Postscript: Organizing in the restaurant industry
By Stephanie Luce
The restaurant industry in the U.S. has historically had low rates of unionization, but there are exceptions. The Hotel Employees and Restaurant Employees union represented waitresses in cities around the country for many decades, but due to union-busting, the spread of national restaurant chains and internal differences over strategy, restaurant union density fell drastically in the 1970s and ‘80s. Still, some restaurants remain unionized today, including high-end establishments like the Rainbow Room, which is represented by the Hotel Trades Council in New York City. In 2016 workers at Ellen’s Stardust Diner in New York City organized with the Industrial Workers of the World, and workers helped each other survive the pandemic. And while not a restaurant, the recent union victories at Starbucks suggests that food service industry workers can still successfully unionize, even at a large corporation.
Workers have also built workers centers to support restaurant industry employees. One of the first workers centers, Chinese Staff and Workers Association, was formed in 1979 by restaurant workers in New York City. They have fought for unpaid back wages, fought gentrification in Chinatown, and helped workers at the Silver Palace restaurant form an independent union.
The Restaurant Opportunities Center (ROC) was founded after 9/11 to help those workers impacted by the tragedy. The organization is now national and has lobbied for a range of legislation that would improve conditions for workers. They have conducted research showing pervasive sexual harassment in the industry and subsequently worked with legislators to introduce legislation penalizing harassment. They have also been at the forefront of working to eliminate the tipped wage system, which grew out of racist origins and has discriminatory impacts even today.
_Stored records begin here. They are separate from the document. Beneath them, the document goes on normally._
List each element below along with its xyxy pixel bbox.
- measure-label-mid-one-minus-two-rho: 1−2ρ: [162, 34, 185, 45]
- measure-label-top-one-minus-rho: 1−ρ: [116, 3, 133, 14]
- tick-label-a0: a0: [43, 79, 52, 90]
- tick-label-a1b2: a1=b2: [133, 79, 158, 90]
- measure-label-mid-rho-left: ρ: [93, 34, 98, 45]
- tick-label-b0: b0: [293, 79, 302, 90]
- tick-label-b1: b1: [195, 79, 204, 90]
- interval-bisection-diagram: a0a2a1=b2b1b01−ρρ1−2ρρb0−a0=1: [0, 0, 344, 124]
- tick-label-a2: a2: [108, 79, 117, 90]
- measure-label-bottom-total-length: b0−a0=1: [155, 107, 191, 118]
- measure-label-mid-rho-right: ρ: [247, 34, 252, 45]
ROC has worked with some restaurant owners to improve working conditions. For example, Danny Meyer, one of the country’s best-known restaurateurs at the helm of Union Square Hospitality Group, attempted to eliminate tipping back in 2015. But as Samantha Ferraro notes, many seasoned servers would never agree to work for the no-tip models, preferring a lower base pay which is padded by tips accounting for an additional $60+ per hour. And in either model, restaurant workers depend on customers to make a living. This became a serious problem during the pandemic when the number of customers dropped dramatically. Danny Meyer suspended the no-tip practice in his restaurants in July 2020, reasoning, “We don’t know how often people will be eating out, we don’t know what they are willing to pay…We do know that guests want to tip generously right now.”
Even before the pandemic the restaurant industry was vulnerable to booms and busts, completely dependent on customer spending. One way to smooth out the risks for workers (and small restaurant owners) would be a universal basic income (UBI). Several countries and cities have tried out versions of the UBI, including a recent modified effort in Stockton, California. Most research finds the UBI has positive impacts on workers’ well-being, including reducing income instability and poverty, as well as decreasing anxiety and depression.
The Democratic Socialists of America (DSA) has a national Restaurant Organizing Project that has helped support unemployed restaurant workers throughout the pandemic. The aim is to organize workers in the industry to reshape it in the long run.